Celia Heller (20 November 1922 – 15 April 2011) was an American sociologist. She was born in Poland.

Biography

After graduating from Brooklyn College, in 1950, she entered a graduate program in sociology at Columbia University, earning a Master's in 1952, and a Ph.D. in 1962.[1] Subsequently, she taught at Hunter College, beginning as an assistant professor, in 1964.[1] She became a full professor there in 1972, and retired with emeritus status in 1984. During her career at Hunter College, she also taught at the Graduate Center, CUNY. From 1970 to 1971 she was a visiting professor at Tel Aviv University and Bar Ilan University.[1]

Her first book was Mexican American Youth: Forgotten Youth at the Crossroads (Random House, 1966).[2] This was researched while she was at UCLA and represents the first of three phases of her writing.

The second phase of Heller's writing is represented by Structured social inequality: a reader in comparative social stratification (Macmillan, 1968),[3] which a collection of articles, some of which she wrote.

Her last phase of writing includes On the Edge of Destruction: Jews in Poland Between the Two World Wars (Columbia University Press 1977). The book is dedicated to her grandfather, the Rabbi Shaul ben Yitzhak Yosef ha-Kohen Rosenman. It won a National Jewish Book Award in the Jewish History category.[4]

She served as president of the Association for the Social Scientific Study of Jewry 1977-1979.[5]

According to the late Irving Piliavin, Professor and Director Emeritus at the University of Wisconsin School of Social Welfare, as Celia Stopnicka Rosenthal did, she wrote a mimeographed manuscript, Toward the Conceptualization of 'Needs', about which there is no further information.[6]

She published twice in the American Journal of Sociology and once in the British Journal of Sociology.[7]

References

  1. 1 2 3 "Celia S(topnicka) Heller." Contemporary Authors Online. Detroit: Gale, 2002. Retrieved from Biography in Context database.
  2. Heller, Celia Stopnicka (1966). Mexican American Youth: Forgotten Youth at the Crossroads. Random House via Internet Archive. Celia Stopnicka Heller.
  3. Heller, Celia Stopnicka (1968). Structured social inequality: A reader in comparative social stratification. Macmillan. ISBN 9780023534904.
  4. "Past Winners". Jewish Book Council. Archived from the original on 2020-05-22. Retrieved 2020-01-23.
  5. "Content Pages of the Encyclopedia of Religion and Social Science". Archived from the original on 2012-12-12. Retrieved 2012-09-22.
  6. Council on Social Work Education., Mendes, R. H. P., Piliavin, I., Romanyshyn, J. M., & Bisno, H. (1963). Social welfare as a social institution; illustrative syllabi for the basic course in undergraduate social welfare. New York: Council on Social Work Education.
  7. Rosenthal, C. S. (1955). Functions of Polish trade unions: their progression toward the Soviet pattern. British Journal of Sociology, 6, 264-276. doi: 10.2307/586951; Rosenthal, C. S. (1953). Social stratification of the Jewish community in a small Polish town. American Journal of Sociology, 59, 1-10; Rosenthal, C. S. (1954). Deviation and social change in the Jewish community of a small Polish town. American Journal of Sociology, 60, 177-181.
This article is issued from Wikipedia. The text is licensed under Creative Commons - Attribution - Sharealike. Additional terms may apply for the media files.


Task to complete ▸
Lines from the one holding "Describe the element" through the end of the entries, inclusive, form the whole output; reproduce them exactly and omit pictures.

Data ▸
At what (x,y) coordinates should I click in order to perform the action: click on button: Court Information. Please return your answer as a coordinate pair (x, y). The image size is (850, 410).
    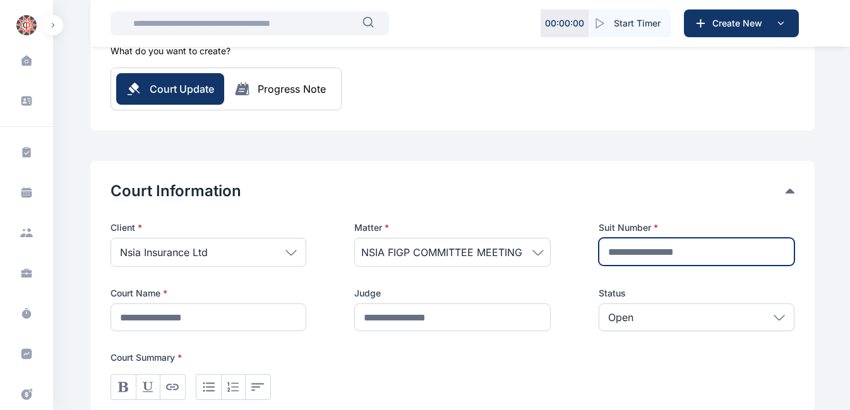
    Looking at the image, I should click on (447, 191).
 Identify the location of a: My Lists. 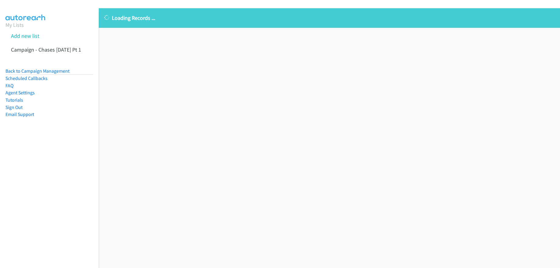
(15, 25).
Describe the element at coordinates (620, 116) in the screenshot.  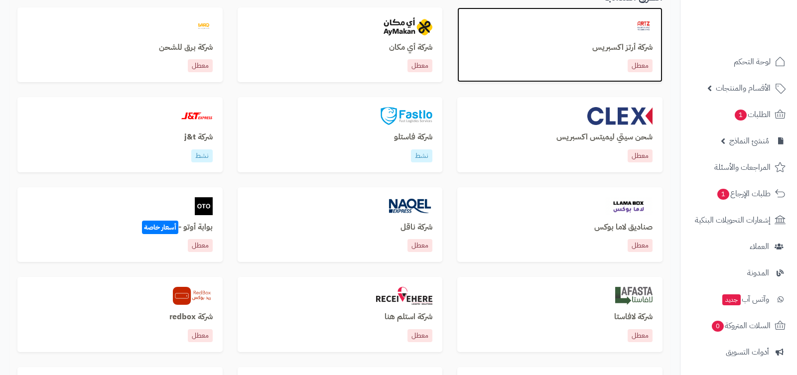
I see `img: clex` at that location.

Result of the exercise ▸
Describe the element at coordinates (620, 116) in the screenshot.  
I see `img: clex` at that location.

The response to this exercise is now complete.